7.2 Missing the Rule
CAT4 questions usually have a rule or relationship. Students need to find that rule before choosing the answer.
The rule may involve:
- A word category
- A word relationship
- A visual pattern
- A matrix change
- A number sequence
- A number relationship
- A folded-paper pattern
- A rotated figure
Finding the rule is more reliable than guessing.
7.3 Not Reviewing Mistakes
Some students only check whether they were right or wrong. However, explanations are more important than the score.
Students should review:
- Why the correct answer works
- Why the wrong options do not work
- What mistake was made
- What method to use next time
This turns mistakes into learning.
8. CAT4 Level A Mini Tests and Mock Tests
Practice questions are a strong starting point, but mini tests and mock tests help students prepare for longer assessment-style practice.
8.1 Start with Mini Tests
Mini tests are shorter and easier to manage than full mock tests.
Mini tests help students practise:
- Focus
- Timing
- Mixed question types
- Answer checking
- Confidence under light pressure
- Reviewing mistakes
Mini tests should always be followed by explanation review.
8.2 Move to Mock Tests When Ready
Full mock tests are useful once students understand the main question types.
A helpful preparation order is:
- Learn each question type
- Practise sample questions
- Review explanations
- Try short mini tests
- Complete mock tests
- Practise weaker areas again
This helps students build confidence gradually.
8.3 Use Mock Tests for Learning, Not Pressure
A mock test should not be used only to check a score. It should guide future practice.
After a mock test, parents can ask:
- Which section felt easiest?
- Which section felt hardest?
- Did you rush?
- Which question type needs more practice?
- What improved from last time?
This helps students prepare more effectively.
9. More About CAT4 Level A Year 4 Preparation
CAT4 Level A preparation works best when students practise regularly, review explanations and build confidence step by step.
Students should aim to:
- Understand all main question types
- Practise little and often
- Build word confidence
- Build visual reasoning confidence
- Build number confidence
- Build spatial reasoning confidence
- Review explanations carefully
- Try mini tests
- Complete mock tests when ready
9.1 CAT4 Level A Information Page
For more information about CAT4 Level A Year 4 preparation, visit:
CAT4 Level A Year 4 Information Page
10. Start Practising with the CAT4 Level A Year 4 Package
For students who want structured CAT4 Level A preparation, the CAT4 Level A Year 4 package can help them practise in a focused and organised way.
A structured practice package can support students with topic-by-topic practice, mini tests, mock tests, exam-style questions and step-by-step explanations.

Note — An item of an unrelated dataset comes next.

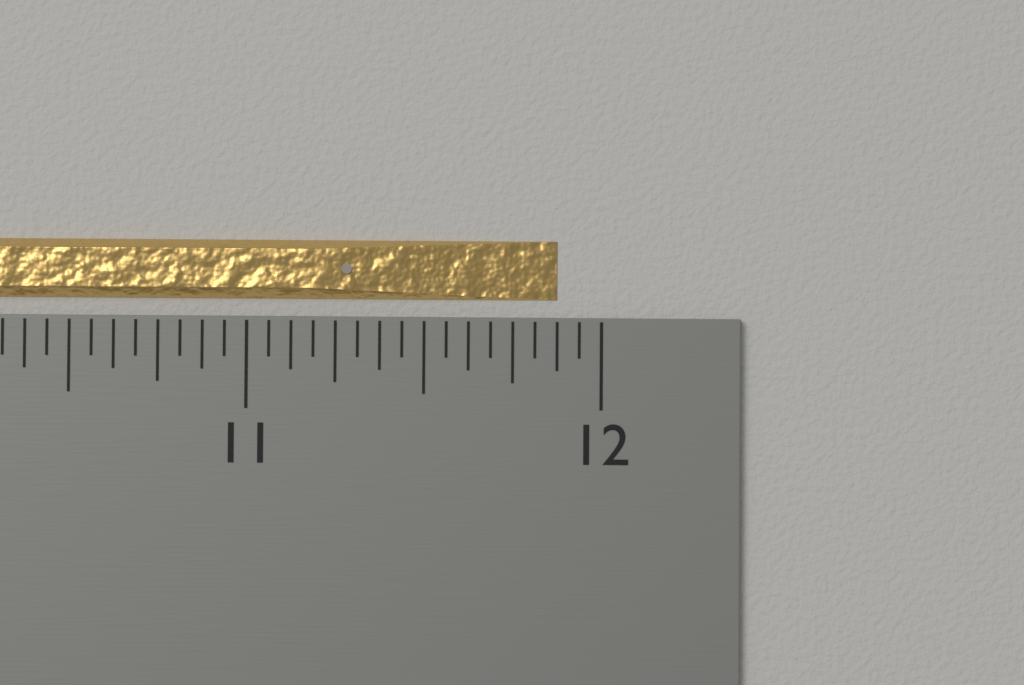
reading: 11.8750 inch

10.1 CAT4 Level A Year 4 Practice Package Link
To start practising, use the link below:
Start CAT4 Level A Year 4 Practice Here
10.2 What Students Can Benefit From
This CAT4 Level A Year 4 package can support students with:
- Topic-by-topic practice
- Mini tests
- Mock test practice
- Verbal Reasoning
- Non-Verbal Reasoning
- Quantitative Reasoning
- Spatial Reasoning
- Verbal Classification
- Verbal Analogies
- Figure Classification
- Figure Matrices
- Number Analogies
- Number Series
- Figure Analysis
- Figure Recognition
- Step-by-step explanations
- Tutor Mode
- Exam Mode
- Confidence-building preparation
This structured approach helps students practise regularly, learn from explanations and build confidence before the assessment.
11. Final Thoughts
CAT4 Level A practice questions help Year 4 students become familiar with the reasoning skills needed for the assessment. They support confidence across words, figures, numbers and spatial thinking.
The best preparation is calm, structured and consistent. Students should not focus only on getting answers right. They should focus on understanding the rule, checking answer choices, reviewing explanations and learning from mistakes.
With regular practice, 20 sample question spaces, mini tests, mock tests, step-by-step explanations and parent support, Year 4 students can approach CAT4 Level A with stronger reasoning skills, better accuracy and a calmer mindset.